The worst happened when I moved away to University. One morning as I woke up, I felt the bed sink behind me, as if someone had leant their elbow on the bed, to bend closer to my ear, and then a harsh male voice, right next to my ear said: ‘So you thought you could get away, and laughed. My sister developed Fibromyalgia while we lived in that house, and my Step-Father was diagnosed with M.E after he moved in, although he hadn’t had it before. My first boyfriend became ill soon after he started seeing me. Not long after that morning visitation I was finally diagnosed with Glandular Fever and Toxoplasmosis, which eked all the colour and joy out of my world, and plagued my right into my thirties.

It plagued me, in fact until I became friends with a Shaman, who I had approached for accountancy help. She taught me how to protect myself, state my intentions to only communicate with positive energies, as well as telling me that an energy cannot haunt you if you refuse it permission. I learnt that all I had to do with anything unpleasant that I felt approach was tell it firmly to go away, and it had to.
The very first time I meditated the blue bubble of protection around me, a furious male figure tore it open with clawed hands, and screamed at me in fury, but with my new knowledge I was able to tell it to leave, and close my bubble. Since then the Glandular Fever symptoms have gone. I’ve used the skills I was taught to help the curious child ghost in our old house move on with a feeling of love and acceptance, and whoever it was shaking my bed in the night to stop and go away.

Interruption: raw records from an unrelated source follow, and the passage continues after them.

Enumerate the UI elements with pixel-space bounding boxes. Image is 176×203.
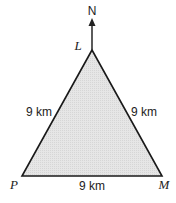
north-label: N [88,4,97,18]
triangle-diagram: N L P M 9 km 9 km 9 km [0,0,176,203]
vertex-label-m: M [158,177,171,192]
side-label-pm: 9 km [79,179,105,193]
vertex-label-l: L [73,38,81,53]
side-label-lp: 9 km [26,105,52,119]
north-arrow-icon [89,18,96,26]
vertex-label-p: P [9,177,18,192]
side-label-lm: 9 km [131,105,157,119]
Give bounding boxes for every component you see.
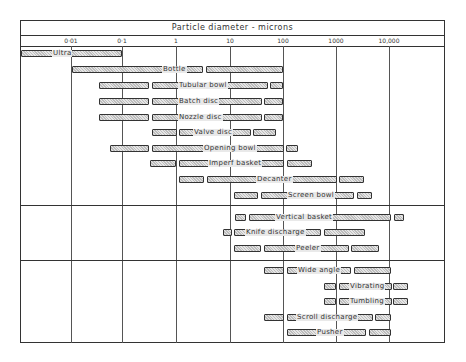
x-tick-label: 0·1	[117, 35, 127, 46]
bar-label: Opening bowl	[203, 145, 257, 152]
range-bar-segment	[99, 114, 149, 121]
range-bar-segment	[99, 98, 149, 105]
range-bar-segment	[393, 298, 408, 305]
bar-label: Nozzle disc	[178, 114, 223, 121]
range-bar-segment	[150, 160, 176, 167]
range-bar-segment	[152, 129, 177, 136]
gridline	[230, 46, 231, 343]
bar-label: Vibrating	[349, 283, 385, 290]
range-bar-segment	[99, 82, 149, 89]
bar-label: Scroll discharge	[296, 314, 358, 321]
range-bar-segment	[179, 176, 204, 183]
tick-row-divider	[20, 46, 445, 47]
range-bar-segment	[264, 114, 283, 121]
x-tick-label: 1000	[328, 35, 343, 46]
x-tick-label: 0·01	[64, 35, 77, 46]
x-tick-label: 10,000	[379, 35, 400, 46]
range-bar-segment	[351, 245, 379, 252]
range-bar-segment	[393, 283, 408, 290]
range-bar-segment	[324, 283, 336, 290]
bar-label: Valve disc	[193, 129, 233, 136]
particle-size-range-chart: Particle diameter - microns 0·010·111010…	[0, 0, 466, 362]
x-tick-label: 1	[174, 35, 178, 46]
range-bar-segment	[235, 214, 246, 221]
range-bar-segment	[369, 329, 391, 336]
range-bar-segment	[286, 145, 298, 152]
range-bar-segment	[375, 314, 391, 321]
bar-label: Tubular bowl	[178, 82, 228, 89]
bar-label: Bottle	[162, 66, 187, 73]
group-divider	[20, 205, 445, 206]
bar-label: Wide angle	[297, 267, 341, 274]
bar-label: Batch disc	[178, 98, 219, 105]
bar-label: Vertical basket	[275, 214, 333, 221]
range-bar-segment	[324, 298, 336, 305]
range-bar-segment	[357, 192, 372, 199]
gridline	[122, 46, 123, 343]
bar-label: Ultra	[52, 50, 72, 57]
range-bar-segment	[206, 66, 283, 73]
bar-label: Imperf basket	[208, 160, 262, 167]
range-bar-segment	[234, 245, 261, 252]
range-bar-segment	[223, 229, 232, 236]
bar-label: Decanter	[256, 176, 293, 183]
x-tick-label: 10	[226, 35, 234, 46]
chart-title: Particle diameter - microns	[20, 20, 445, 35]
range-bar-segment	[339, 176, 364, 183]
gridline	[71, 46, 72, 343]
bar-label: Tumbling	[349, 298, 385, 305]
range-bar-segment	[287, 160, 312, 167]
range-bar-segment	[253, 129, 276, 136]
range-bar-segment	[110, 145, 149, 152]
x-tick-label: 100	[277, 35, 288, 46]
range-bar-segment	[234, 192, 258, 199]
bar-label: Knife discharge	[245, 229, 306, 236]
range-bar-segment	[270, 82, 283, 89]
bar-label: Screen bowl	[287, 192, 335, 199]
group-divider	[20, 260, 445, 261]
range-bar-segment	[354, 267, 391, 274]
range-bar-segment	[264, 267, 284, 274]
range-bar-segment	[264, 314, 284, 321]
bar-label: Pusher	[316, 329, 344, 336]
bar-label: Peeler	[295, 245, 321, 252]
range-bar-segment	[264, 98, 283, 105]
gridline	[176, 46, 177, 343]
range-bar-segment	[324, 229, 365, 236]
range-bar-segment	[394, 214, 404, 221]
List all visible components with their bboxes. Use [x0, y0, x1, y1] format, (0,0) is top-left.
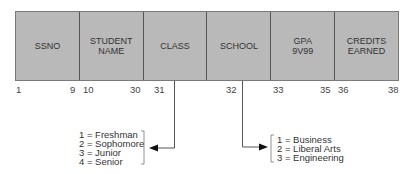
class-codes-legend: 1 = Freshman 2 = Sophomore 3 = Junior 4 …: [79, 130, 144, 166]
school-codes-legend: 1 = Business 2 = Liberal Arts 3 = Engine…: [277, 135, 344, 162]
arrow-right-icon: [259, 144, 268, 151]
arrow-left-icon: [149, 145, 158, 152]
connector-lines: [0, 0, 412, 174]
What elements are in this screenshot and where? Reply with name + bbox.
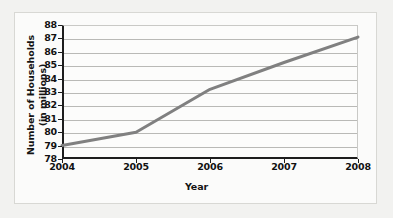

In the hostel where I used to work, a hostel for homeless, and therefore unhappy teenagers, they often told me about a ghost. Year after year different tenants would do an Ouija board, or have bad dreams about a female who played the piano. The details were startlingly consistent. I always told them they were imagining it, because I didn’t want them to be scared, but I felt a malicious presence too. One that thrived on the discord and unhappiness of so many damaged young lives.

I hated to be left on my own there, and would hear footsteps stamp downstairs, linger in the office doorway, and then move across the room to where I worked at the computer. Then it would fiddle with papers besides me while I refused to look at it, or acknowledge it. Other times it would hurl into the room with an unhappy service-user, and swing letters pinned on the noticeboard around in semi-circles behind their heads, while I tried to smile and pretend everything was fine.

Once I had met the Shaman though, I knew how to tackle the malevolence, and so one night, when all the tenants were in bed, I stopped avoiding it, and met its energy head on. Like most bullies it cringed at confrontation. I told it sternly it had to leave, it could not be here anymore. I immediately felt the atmosphere lighten, and after that none of the subsequent service users ever complained of ghosts again.